Foundations — Weightlessness — true (free fall) vs apparent
Before you can trust the parent note's punchline — , and in free fall — every letter in that little equation has to mean something to you. This page builds each symbol from nothing, in the order they lean on each other, so no notation ever appears before it is earned.
0 — What is a "force"? (the arrow that pushes or pulls)
The picture: stand a block on a table. Two arrows act on it — one pulling it down (gravity), one pushing it up (the table). See the figure below.

Why the topic needs it: the entire subject is a competition between two arrows (gravity down, support up). If you can't picture arrows adding and cancelling, none of the algebra will feel like anything.
1 — Mass (how much stuff, how stubborn)
The picture: imagine shoving two trolleys with the same hand-push. The heavy one (big ) barely moves; the light one shoots off. Same push, different response — that "stubbornness" is mass.
Why the topic needs it: appears in both the pull of gravity () and the resistance to acceleration (). It's the one quantity in both sides of the story.
2 — Acceleration (how fast the speeding-up happens)
We first need the idea of velocity, then acceleration.
The picture: a lift moving down but braking. The blue velocity arrow points down; the orange acceleration arrow points up (it opposes the motion to slow it). Look at how they point opposite ways.

Why the topic needs it: weightlessness is defined by a specific value of acceleration (), not by which way you're travelling. Getting right is the whole game.
3 — Sign convention: what "up positive" means
The picture: a vertical number line drawn beside the lift. Above the arrow-tail is , below is . Every force and acceleration just becomes a signed number on that line.
Why the topic needs it: only works if signs are consistent. Gravity's acceleration then reads (it points down), which is exactly why a free-falling lift uses , not . The parent note's fourth "mistake" is entirely a sign-convention error.
4 — Gravitational acceleration and true weight
The picture: every object in the frame carries a fixed downward arrow of length . It never disappears while you're near Earth — even in orbit () it's almost as long.
Why the topic needs it: this is true weight, the thing people confuse with what a scale shows. Keeping (the real pull) separate from (the felt push) is the heart of the whole chapter. See Gravitation — Variation of g with altitude for why shrinks with height but never reaches zero at the ISS.
5 — Normal force (the push you actually feel)
The picture: two arrows on the standing person — gravity pointing down, the support arrow pointing up from the floor. The scale's number is the length of that upward arrow.
Why the topic needs it: the parent note's entire thesis is " = apparent weight = what you feel." When you feel weightless. Full detail lives in Normal Force.
6 — Newton's Second Law: tying , , and forces together
Applying it to the standing person with up-positive: the up force is , the down force is , and the body accelerates with the lift at :
The picture: the two arrows ( up, down) don't cancel unless . Their difference is what drives the acceleration. When , the difference is zero and itself is zero.
Why the topic needs it: this is literally the derivation the parent note runs. Deeper foundations of are in Newton's Second Law.
7 — Free fall and orbit as the same thing
An orbiting astronaut is also in free fall: gravity is the only force, giving acceleration — but pointed toward Earth's centre, curving the path into a circle instead of a straight drop. See Circular Motion & Centripetal Acceleration and Free Fall Kinematics. Inside the falling lift, if you pretend you're standing still, gravity appears to "vanish" — that trick is formalised in Non-inertial Frames & Pseudo-forces.
How the foundations feed the topic
Equipment checklist
Use these ::: reveals to self-test before reading the main note.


■ WORK REQUIRED
Omit every picture while repeating the entries exactly.

___ DATA ___

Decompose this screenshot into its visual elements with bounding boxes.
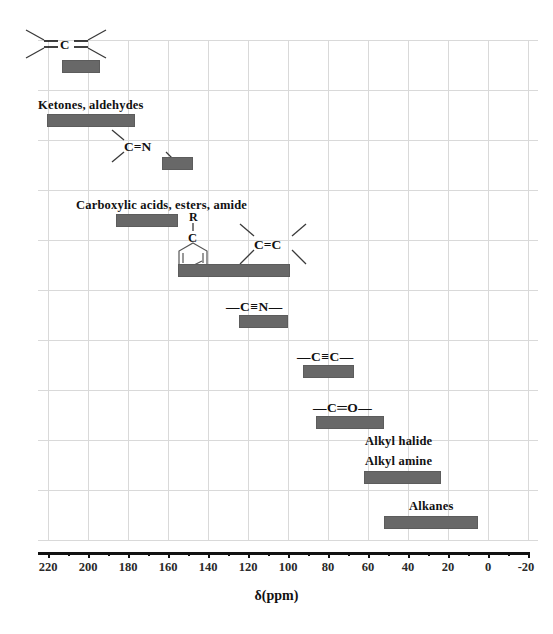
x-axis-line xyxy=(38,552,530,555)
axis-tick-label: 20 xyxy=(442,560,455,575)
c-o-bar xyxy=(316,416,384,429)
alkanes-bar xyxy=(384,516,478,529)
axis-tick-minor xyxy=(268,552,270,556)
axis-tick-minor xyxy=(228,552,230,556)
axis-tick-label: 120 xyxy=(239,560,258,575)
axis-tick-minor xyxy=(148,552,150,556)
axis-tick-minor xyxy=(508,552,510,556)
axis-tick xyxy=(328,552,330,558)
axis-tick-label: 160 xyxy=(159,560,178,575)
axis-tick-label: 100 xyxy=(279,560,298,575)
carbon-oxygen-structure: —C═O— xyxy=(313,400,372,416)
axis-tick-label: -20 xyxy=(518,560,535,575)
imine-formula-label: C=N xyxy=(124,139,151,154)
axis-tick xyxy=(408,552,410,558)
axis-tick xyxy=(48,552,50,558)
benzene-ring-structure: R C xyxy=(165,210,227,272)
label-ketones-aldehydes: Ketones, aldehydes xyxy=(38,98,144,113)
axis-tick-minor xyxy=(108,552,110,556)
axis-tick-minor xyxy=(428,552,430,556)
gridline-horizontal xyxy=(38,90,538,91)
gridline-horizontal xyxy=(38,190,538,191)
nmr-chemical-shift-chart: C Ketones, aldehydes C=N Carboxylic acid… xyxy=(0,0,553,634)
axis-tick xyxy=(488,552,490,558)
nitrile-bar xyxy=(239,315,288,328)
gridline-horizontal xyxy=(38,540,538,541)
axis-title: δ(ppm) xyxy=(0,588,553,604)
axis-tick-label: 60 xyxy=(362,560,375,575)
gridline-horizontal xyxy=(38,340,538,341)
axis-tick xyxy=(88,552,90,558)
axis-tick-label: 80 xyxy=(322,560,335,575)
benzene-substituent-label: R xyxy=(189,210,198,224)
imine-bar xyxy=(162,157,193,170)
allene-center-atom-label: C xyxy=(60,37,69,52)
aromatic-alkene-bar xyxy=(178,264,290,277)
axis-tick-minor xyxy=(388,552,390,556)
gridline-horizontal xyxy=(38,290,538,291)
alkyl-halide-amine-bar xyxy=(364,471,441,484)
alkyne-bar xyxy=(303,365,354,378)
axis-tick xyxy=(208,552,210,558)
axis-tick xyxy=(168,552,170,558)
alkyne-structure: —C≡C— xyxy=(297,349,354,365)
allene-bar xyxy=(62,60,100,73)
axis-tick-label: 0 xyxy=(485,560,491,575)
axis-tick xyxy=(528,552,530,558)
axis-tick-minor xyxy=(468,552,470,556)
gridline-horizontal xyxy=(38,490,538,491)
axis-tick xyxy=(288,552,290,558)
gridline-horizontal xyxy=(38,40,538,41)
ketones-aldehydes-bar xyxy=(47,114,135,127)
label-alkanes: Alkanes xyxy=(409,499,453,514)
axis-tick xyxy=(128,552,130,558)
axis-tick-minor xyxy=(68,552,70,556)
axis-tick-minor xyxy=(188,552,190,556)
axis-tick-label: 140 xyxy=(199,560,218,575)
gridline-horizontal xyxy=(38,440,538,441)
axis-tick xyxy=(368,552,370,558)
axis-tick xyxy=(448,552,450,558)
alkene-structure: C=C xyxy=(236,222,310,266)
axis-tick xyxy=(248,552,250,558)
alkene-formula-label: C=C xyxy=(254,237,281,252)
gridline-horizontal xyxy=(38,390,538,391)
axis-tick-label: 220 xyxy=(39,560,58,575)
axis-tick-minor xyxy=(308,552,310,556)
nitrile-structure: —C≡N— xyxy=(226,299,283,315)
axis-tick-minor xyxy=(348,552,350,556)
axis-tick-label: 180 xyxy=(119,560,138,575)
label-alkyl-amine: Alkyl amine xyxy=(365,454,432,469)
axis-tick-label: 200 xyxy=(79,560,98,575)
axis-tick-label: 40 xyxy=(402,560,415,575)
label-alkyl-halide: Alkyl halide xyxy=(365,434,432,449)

___

■ TASK RESULT
Decompose this screenshot into its visual elements with bounding boxes.
x-axis-line xyxy=(38,552,530,555)
axis-tick-label: 20 xyxy=(442,560,455,575)
c-o-bar xyxy=(316,416,384,429)
alkanes-bar xyxy=(384,516,478,529)
axis-tick-minor xyxy=(268,552,270,556)
axis-tick-minor xyxy=(228,552,230,556)
axis-tick-label: 120 xyxy=(239,560,258,575)
axis-tick-minor xyxy=(148,552,150,556)
axis-tick-minor xyxy=(508,552,510,556)
axis-tick xyxy=(328,552,330,558)
axis-tick-label: 160 xyxy=(159,560,178,575)
axis-tick-label: 100 xyxy=(279,560,298,575)
carbon-oxygen-structure: —C═O— xyxy=(313,400,372,416)
axis-tick-label: -20 xyxy=(518,560,535,575)
imine-formula-label: C=N xyxy=(124,139,151,154)
axis-tick xyxy=(408,552,410,558)
axis-tick xyxy=(48,552,50,558)
benzene-ring-structure: R C xyxy=(165,210,227,272)
label-ketones-aldehydes: Ketones, aldehydes xyxy=(38,98,144,113)
axis-tick-minor xyxy=(108,552,110,556)
axis-tick-minor xyxy=(428,552,430,556)
gridline-horizontal xyxy=(38,90,538,91)
gridline-horizontal xyxy=(38,190,538,191)
nmr-chemical-shift-chart: C Ketones, aldehydes C=N Carboxylic acid… xyxy=(0,0,553,634)
axis-tick xyxy=(488,552,490,558)
nitrile-bar xyxy=(239,315,288,328)
gridline-horizontal xyxy=(38,540,538,541)
axis-title: δ(ppm) xyxy=(0,588,553,604)
axis-tick-label: 60 xyxy=(362,560,375,575)
gridline-horizontal xyxy=(38,340,538,341)
axis-tick xyxy=(88,552,90,558)
axis-tick-label: 80 xyxy=(322,560,335,575)
benzene-substituent-label: R xyxy=(189,210,198,224)
imine-bar xyxy=(162,157,193,170)
allene-center-atom-label: C xyxy=(60,37,69,52)
aromatic-alkene-bar xyxy=(178,264,290,277)
axis-tick-minor xyxy=(388,552,390,556)
gridline-horizontal xyxy=(38,290,538,291)
alkyl-halide-amine-bar xyxy=(364,471,441,484)
alkyne-bar xyxy=(303,365,354,378)
axis-tick xyxy=(208,552,210,558)
axis-tick xyxy=(168,552,170,558)
alkyne-structure: —C≡C— xyxy=(297,349,354,365)
allene-bar xyxy=(62,60,100,73)
axis-tick-label: 0 xyxy=(485,560,491,575)
axis-tick xyxy=(528,552,530,558)
axis-tick-minor xyxy=(468,552,470,556)
gridline-horizontal xyxy=(38,490,538,491)
axis-tick xyxy=(288,552,290,558)
gridline-horizontal xyxy=(38,40,538,41)
ketones-aldehydes-bar xyxy=(47,114,135,127)
label-alkanes: Alkanes xyxy=(409,499,453,514)
axis-tick xyxy=(128,552,130,558)
axis-tick-minor xyxy=(68,552,70,556)
axis-tick-minor xyxy=(188,552,190,556)
axis-tick-label: 140 xyxy=(199,560,218,575)
gridline-horizontal xyxy=(38,440,538,441)
axis-tick xyxy=(368,552,370,558)
axis-tick xyxy=(448,552,450,558)
alkene-structure: C=C xyxy=(236,222,310,266)
axis-tick xyxy=(248,552,250,558)
alkene-formula-label: C=C xyxy=(254,237,281,252)
gridline-horizontal xyxy=(38,390,538,391)
axis-tick-label: 220 xyxy=(39,560,58,575)
axis-tick-minor xyxy=(308,552,310,556)
nitrile-structure: —C≡N— xyxy=(226,299,283,315)
axis-tick-minor xyxy=(348,552,350,556)
axis-tick-label: 180 xyxy=(119,560,138,575)
label-alkyl-amine: Alkyl amine xyxy=(365,454,432,469)
axis-tick-label: 200 xyxy=(79,560,98,575)
axis-tick-label: 40 xyxy=(402,560,415,575)
label-alkyl-halide: Alkyl halide xyxy=(365,434,432,449)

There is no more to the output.